Write out the listing below in full and exactly, leaving out every picture.

** Opening Data supplied block **

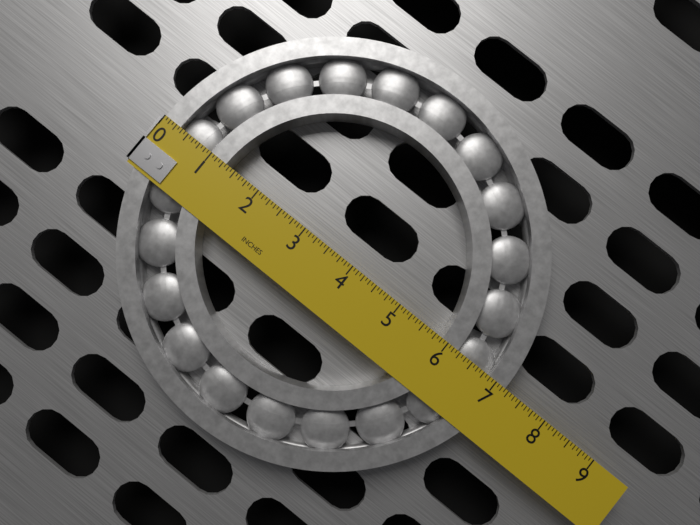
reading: 7.1875 in
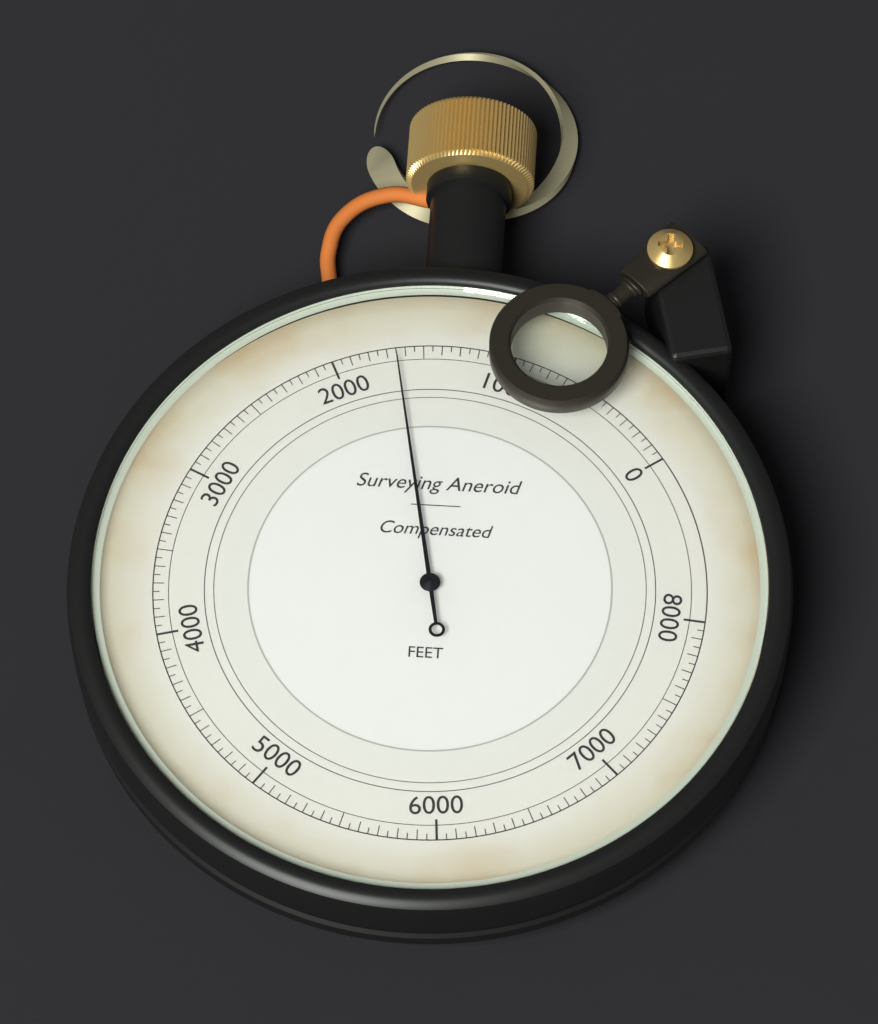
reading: 1650 ft
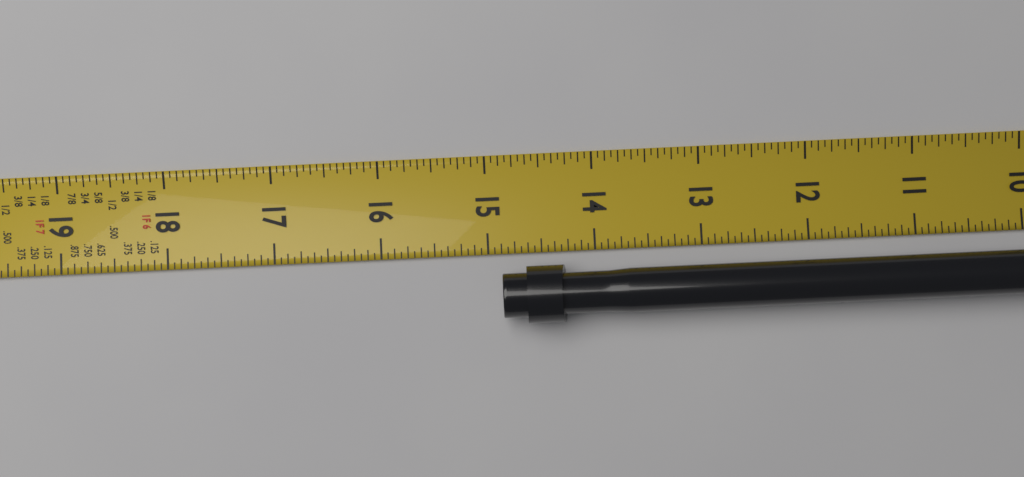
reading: 14.8750 in
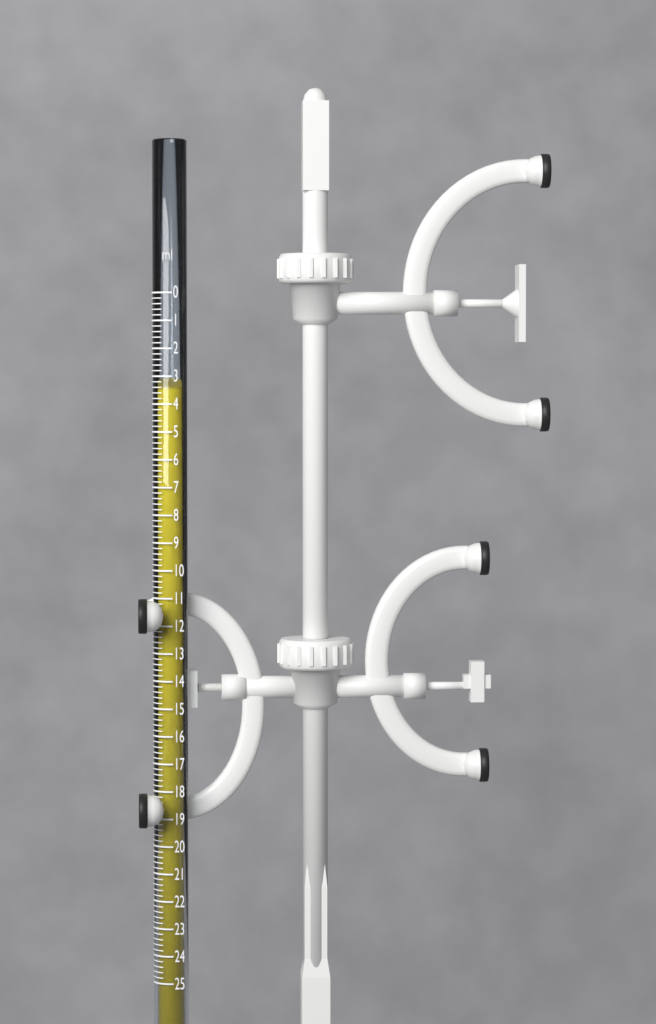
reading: 3.4 ml
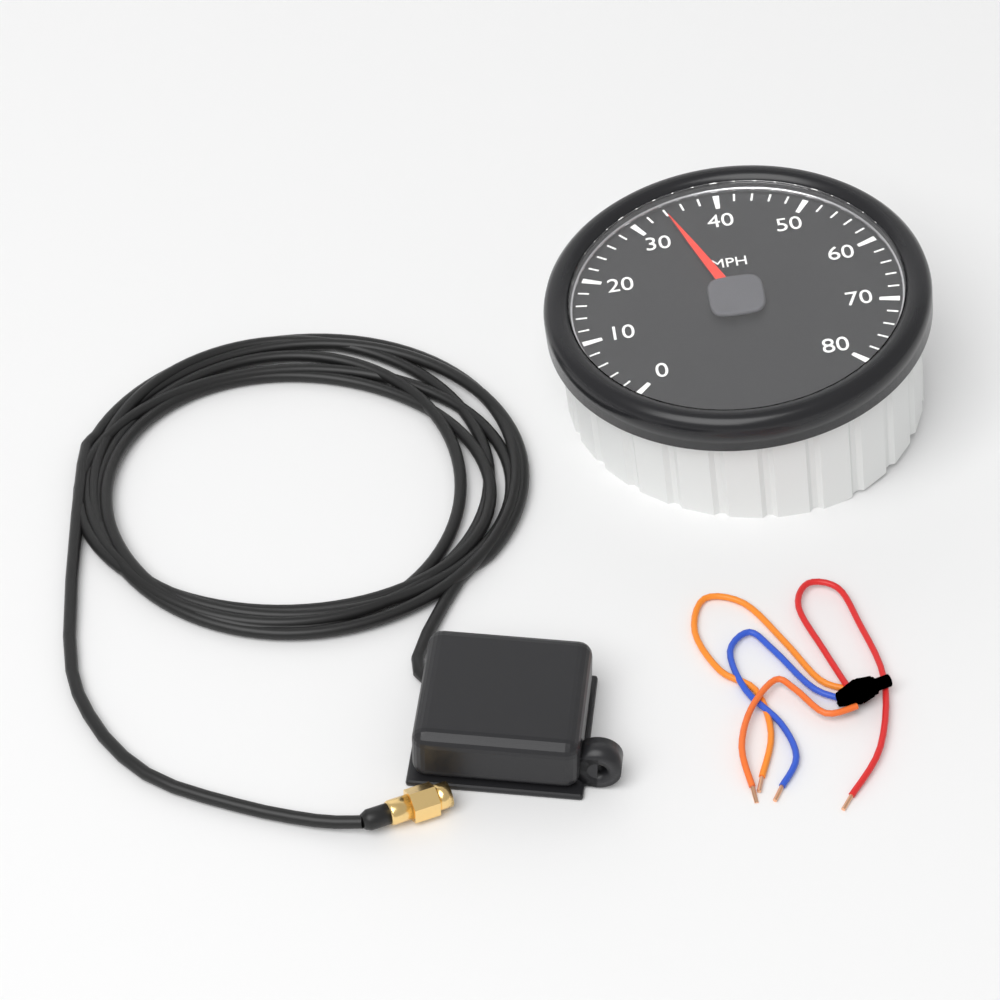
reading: 34 MPH
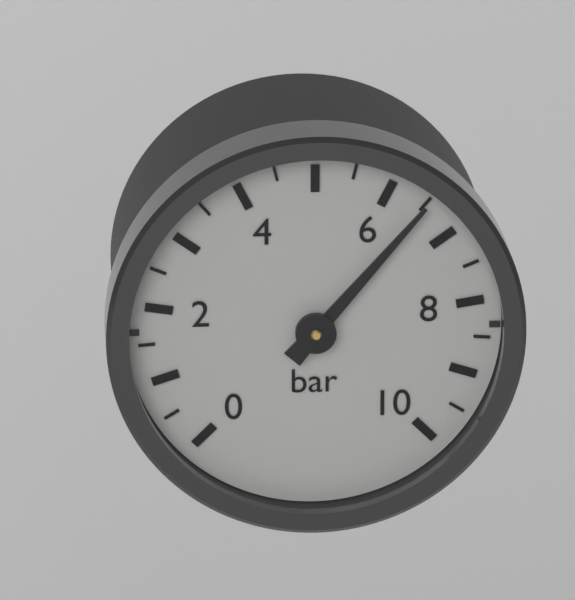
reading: 6.5 bar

** Closing Data supplied block **

## Expected answer
reading: 7.1875 in
reading: 1650 ft
reading: 14.8750 in
reading: 3.4 ml
reading: 34 MPH
reading: 6.5 bar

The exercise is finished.